2 Key Heart Tests You're Probably Not Getting

THERE ARE MANY misconceptions about important cardiovascular metrics. Often people think their risk of heart disease and other cardiovascular diseases is tied up with their total cholesterol numbers. In fact, total cholesterol is barely more relevant to your cardiovascular risk than your eye color or your dog’s name. Even HDL cholesterol (what many erroneously call “good” cholesterol) doesn’t mean much to your overall risk profile.

When I look at a person’s blood panel for the first time, my eyes immediately dart to two numbers: apoB and Lp(a). Numerous people have never heard of them, but these two tell me the most when it comes to predicting risk of ASCVD (atherosclerotic cardiovascular disease, the overall name for heart and cardiovascular diseases). Here’s what to ask for the next time you get your blood tested.

An apoB Test

YOUR IDEAL apo B TEST RESULT: 30 to 40 mg/dL—approximately the level it would be for a child (60 is the ceiling).


ApoB is short for apolipoprotein B, and evidence strongly indicates that concentrations of it are far more predictive of cardiovascular-disease risk than the more widely known metric of low-density lipoprotein (LDL) cholesterol. ApoB is a kind of cellular wrapper for LDL and every lipoprotein that contributes to ASCVD, including very low-density lipoprotein, or VLDL.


■ What is required
Lines with the word "screenshot" are the answer; copy each of them from the data below.

■ Record set

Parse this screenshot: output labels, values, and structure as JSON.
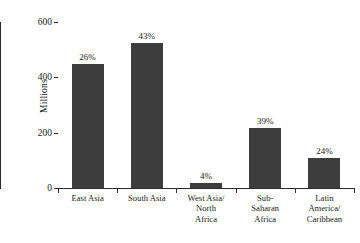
{
  "chart_data": {
    "type": "bar",
    "title": "",
    "subtitle": "",
    "xlabel": "",
    "ylabel": "Millions",
    "ylim": [
      0,
      600
    ],
    "yticks": [
      0,
      200,
      400,
      600
    ],
    "ytick_labels": [
      "0",
      "200",
      "400",
      "600"
    ],
    "grid": false,
    "legend": false,
    "bar_color": "#3d3d3d",
    "axis_color": "#2b2b2b",
    "categories": [
      "East Asia",
      "South Asia",
      "West Asia/ North Africa",
      "Sub-Saharan Africa",
      "Latin America/ Caribbean"
    ],
    "category_label_lines": [
      [
        "East Asia"
      ],
      [
        "South Asia"
      ],
      [
        "West Asia/",
        "North",
        "Africa"
      ],
      [
        "Sub-",
        "Saharan",
        "Africa"
      ],
      [
        "Latin",
        "America/",
        "Caribbean"
      ]
    ],
    "values": [
      448,
      524,
      18,
      217,
      108
    ],
    "data_labels": [
      "26%",
      "43%",
      "4%",
      "39%",
      "24%"
    ],
    "series": [
      {
        "name": "Population",
        "values": [
          448,
          524,
          18,
          217,
          108
        ]
      }
    ]
  }
}
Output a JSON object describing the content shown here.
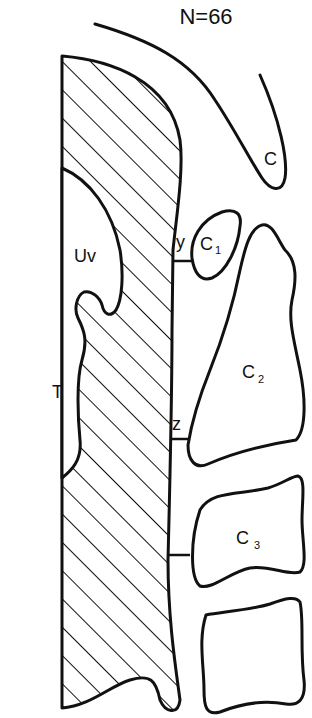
{
  "figure": {
    "title": "N=66",
    "labels": {
      "c": "C",
      "c1": "C",
      "c1_sub": "1",
      "c2": "C",
      "c2_sub": "2",
      "c3": "C",
      "c3_sub": "3",
      "uvula": "Uv",
      "tongue": "T",
      "point_y": "y",
      "point_z": "z"
    },
    "colors": {
      "line": "#111111",
      "background": "#ffffff"
    }
  }
}
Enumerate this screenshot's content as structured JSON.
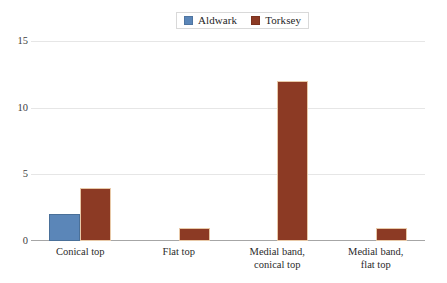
{
  "chart_data": {
    "type": "bar",
    "title": "",
    "subtitle": "",
    "xlabel": "",
    "ylabel": "",
    "categories": [
      "Conical top",
      "Flat top",
      "Medial band, conical top",
      "Medial band, flat top"
    ],
    "category_lines": [
      [
        "Conical top"
      ],
      [
        "Flat top"
      ],
      [
        "Medial band,",
        "conical top"
      ],
      [
        "Medial band,",
        "flat top"
      ]
    ],
    "series": [
      {
        "name": "Aldwark",
        "color": "#5b86b8",
        "values": [
          2,
          0,
          0,
          0
        ]
      },
      {
        "name": "Torksey",
        "color": "#8c3a24",
        "values": [
          4,
          1,
          12,
          1
        ]
      }
    ],
    "ylim": [
      0,
      15
    ],
    "yticks": [
      0,
      5,
      10,
      15
    ],
    "ytick_labels": [
      "0",
      "5",
      "10",
      "15"
    ],
    "grid": true,
    "legend_position": "top-center"
  },
  "legend": {
    "items": [
      {
        "label": "Aldwark",
        "color": "#5b86b8"
      },
      {
        "label": "Torksey",
        "color": "#8c3a24"
      }
    ]
  },
  "colors": {
    "aldwark": "#5b86b8",
    "torksey": "#8c3a24",
    "gridline": "#e6e6e6",
    "axis": "#a6a6a6",
    "text": "#2b2b2b",
    "background": "#ffffff"
  }
}
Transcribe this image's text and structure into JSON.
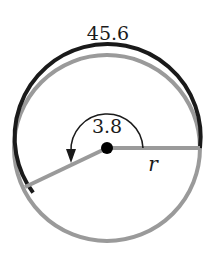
{
  "diagram": {
    "type": "circle-arc-length",
    "arc_length_label": "45.6",
    "angle_label": "3.8",
    "radius_label": "r",
    "center": [
      107,
      148
    ],
    "radius_px": 93,
    "angle_radians": 3.8,
    "colors": {
      "arc_highlight": "#1a1a1a",
      "arc_rest": "#9a9a9a",
      "radius_lines": "#9a9a9a",
      "center_dot": "#000000",
      "angle_marker": "#1a1a1a"
    }
  }
}
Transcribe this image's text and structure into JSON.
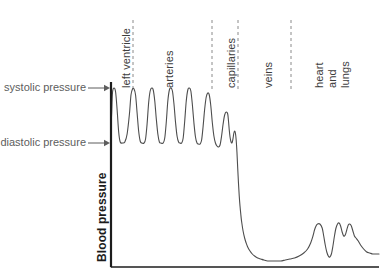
{
  "figure": {
    "axis_label_y": "Blood pressure",
    "annotations": [
      {
        "name": "systolic",
        "text": "systolic pressure",
        "x": 8,
        "y": 88
      },
      {
        "name": "diastolic",
        "text": "diastolic pressure",
        "x": 8,
        "y": 143
      }
    ],
    "segment_labels": [
      {
        "name": "left-ventricle",
        "lines": [
          "left ventricle"
        ],
        "x": 120,
        "y": 88
      },
      {
        "name": "arteries",
        "lines": [
          "arteries"
        ],
        "x": 163,
        "y": 88
      },
      {
        "name": "capillaries",
        "lines": [
          "capillaries"
        ],
        "x": 225,
        "y": 88
      },
      {
        "name": "veins",
        "lines": [
          "veins"
        ],
        "x": 262,
        "y": 88
      },
      {
        "name": "heart-and-lungs",
        "lines": [
          "heart",
          "and",
          "lungs"
        ],
        "x": 313,
        "y": 88
      }
    ],
    "dividers": [
      {
        "name": "divider-left-ventricle-arteries",
        "x": 133
      },
      {
        "name": "divider-arteries-capillaries",
        "x": 212
      },
      {
        "name": "divider-capillaries-veins",
        "x": 238
      },
      {
        "name": "divider-veins-heart",
        "x": 291
      }
    ],
    "colors": {
      "curve": "#4d4d4d",
      "axis": "#1c1c1c",
      "divider": "#8a8a8a",
      "annotation_text": "#5d5d5d",
      "segment_text": "#3d3d3d",
      "background": "#ffffff"
    }
  },
  "chart_data": {
    "type": "line",
    "title": "",
    "xlabel": "",
    "ylabel": "Blood pressure",
    "grid": false,
    "legend": null,
    "axes": {
      "x_axis_y_px": 267,
      "y_axis_x_px": 111,
      "x_start_px": 111,
      "x_end_px": 379,
      "y_top_px": 20
    },
    "reference_levels": [
      {
        "name": "systolic pressure",
        "y_px": 88
      },
      {
        "name": "diastolic pressure",
        "y_px": 143
      }
    ],
    "segments": [
      {
        "name": "left ventricle",
        "x_start_px": 111,
        "x_end_px": 133
      },
      {
        "name": "arteries",
        "x_start_px": 133,
        "x_end_px": 212
      },
      {
        "name": "capillaries",
        "x_start_px": 212,
        "x_end_px": 238
      },
      {
        "name": "veins",
        "x_start_px": 238,
        "x_end_px": 291
      },
      {
        "name": "heart and lungs",
        "x_start_px": 291,
        "x_end_px": 379
      }
    ],
    "points": [
      [
        111,
        267
      ],
      [
        111,
        143
      ],
      [
        112,
        110
      ],
      [
        113,
        92
      ],
      [
        115,
        88
      ],
      [
        117,
        92
      ],
      [
        119,
        110
      ],
      [
        121,
        132
      ],
      [
        123,
        142
      ],
      [
        126,
        143
      ],
      [
        129,
        142
      ],
      [
        132,
        134
      ],
      [
        135,
        114
      ],
      [
        137,
        95
      ],
      [
        139,
        89
      ],
      [
        141,
        89
      ],
      [
        143,
        95
      ],
      [
        145,
        113
      ],
      [
        147,
        131
      ],
      [
        149,
        141
      ],
      [
        151,
        143
      ],
      [
        154,
        143
      ],
      [
        156,
        139
      ],
      [
        158,
        124
      ],
      [
        160,
        103
      ],
      [
        162,
        91
      ],
      [
        164,
        88
      ],
      [
        166,
        90
      ],
      [
        168,
        101
      ],
      [
        170,
        119
      ],
      [
        172,
        134
      ],
      [
        174,
        142
      ],
      [
        176,
        143
      ],
      [
        179,
        143
      ],
      [
        181,
        138
      ],
      [
        183,
        122
      ],
      [
        185,
        101
      ],
      [
        187,
        90
      ],
      [
        189,
        88
      ],
      [
        191,
        91
      ],
      [
        193,
        104
      ],
      [
        195,
        122
      ],
      [
        197,
        136
      ],
      [
        199,
        142
      ],
      [
        201,
        143
      ],
      [
        203,
        143
      ],
      [
        205,
        138
      ],
      [
        207,
        121
      ],
      [
        209,
        101
      ],
      [
        211,
        90
      ],
      [
        213,
        88
      ],
      [
        215,
        91
      ],
      [
        217,
        105
      ],
      [
        219,
        123
      ],
      [
        221,
        137
      ],
      [
        223,
        143
      ],
      [
        225,
        144
      ],
      [
        227,
        144
      ],
      [
        229,
        140
      ],
      [
        231,
        126
      ],
      [
        233,
        109
      ],
      [
        235,
        97
      ],
      [
        237,
        93
      ],
      [
        239,
        95
      ],
      [
        241,
        106
      ],
      [
        243,
        123
      ],
      [
        245,
        136
      ],
      [
        247,
        143
      ],
      [
        249,
        146
      ],
      [
        251,
        147
      ],
      [
        253,
        145
      ],
      [
        255,
        136
      ],
      [
        257,
        124
      ],
      [
        259,
        115
      ],
      [
        261,
        112
      ],
      [
        263,
        114
      ],
      [
        264,
        121
      ],
      [
        265,
        130
      ],
      [
        266,
        137
      ],
      [
        267,
        141
      ],
      [
        268,
        143
      ],
      [
        269,
        142
      ],
      [
        270,
        138
      ],
      [
        271,
        133
      ],
      [
        272,
        131
      ],
      [
        273,
        133
      ],
      [
        274,
        140
      ],
      [
        275,
        152
      ],
      [
        276,
        168
      ],
      [
        277,
        183
      ],
      [
        278,
        196
      ],
      [
        279,
        206
      ],
      [
        280,
        214
      ],
      [
        281,
        221
      ],
      [
        283,
        231
      ],
      [
        285,
        238
      ],
      [
        287,
        243
      ],
      [
        289,
        247
      ],
      [
        292,
        251
      ],
      [
        295,
        254
      ],
      [
        298,
        256
      ],
      [
        302,
        258
      ],
      [
        306,
        259
      ],
      [
        310,
        260
      ],
      [
        315,
        261
      ],
      [
        320,
        261
      ],
      [
        326,
        261
      ],
      [
        332,
        261
      ],
      [
        338,
        260
      ],
      [
        344,
        259
      ],
      [
        350,
        258
      ],
      [
        356,
        256
      ],
      [
        362,
        253
      ],
      [
        367,
        249
      ],
      [
        371,
        243
      ],
      [
        374,
        236
      ],
      [
        376,
        230
      ],
      [
        378,
        226
      ],
      [
        380,
        224
      ],
      [
        383,
        224
      ],
      [
        386,
        228
      ],
      [
        388,
        236
      ],
      [
        390,
        245
      ],
      [
        392,
        252
      ],
      [
        394,
        256
      ],
      [
        396,
        257
      ],
      [
        398,
        254
      ],
      [
        400,
        246
      ],
      [
        402,
        236
      ],
      [
        404,
        228
      ],
      [
        406,
        224
      ],
      [
        408,
        223
      ],
      [
        410,
        226
      ],
      [
        412,
        232
      ],
      [
        414,
        236
      ],
      [
        416,
        235
      ],
      [
        418,
        230
      ],
      [
        420,
        225
      ],
      [
        422,
        224
      ],
      [
        424,
        226
      ],
      [
        426,
        231
      ],
      [
        428,
        236
      ],
      [
        430,
        238
      ],
      [
        433,
        241
      ],
      [
        436,
        245
      ],
      [
        440,
        249
      ],
      [
        444,
        252
      ],
      [
        448,
        253
      ],
      [
        452,
        254
      ],
      [
        456,
        254
      ],
      [
        460,
        254
      ]
    ]
  }
}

■ Solution for this exercise
Parse this screenshot: output labels, values, and structure as JSON.
Enumerate this screenshot's content as structured JSON.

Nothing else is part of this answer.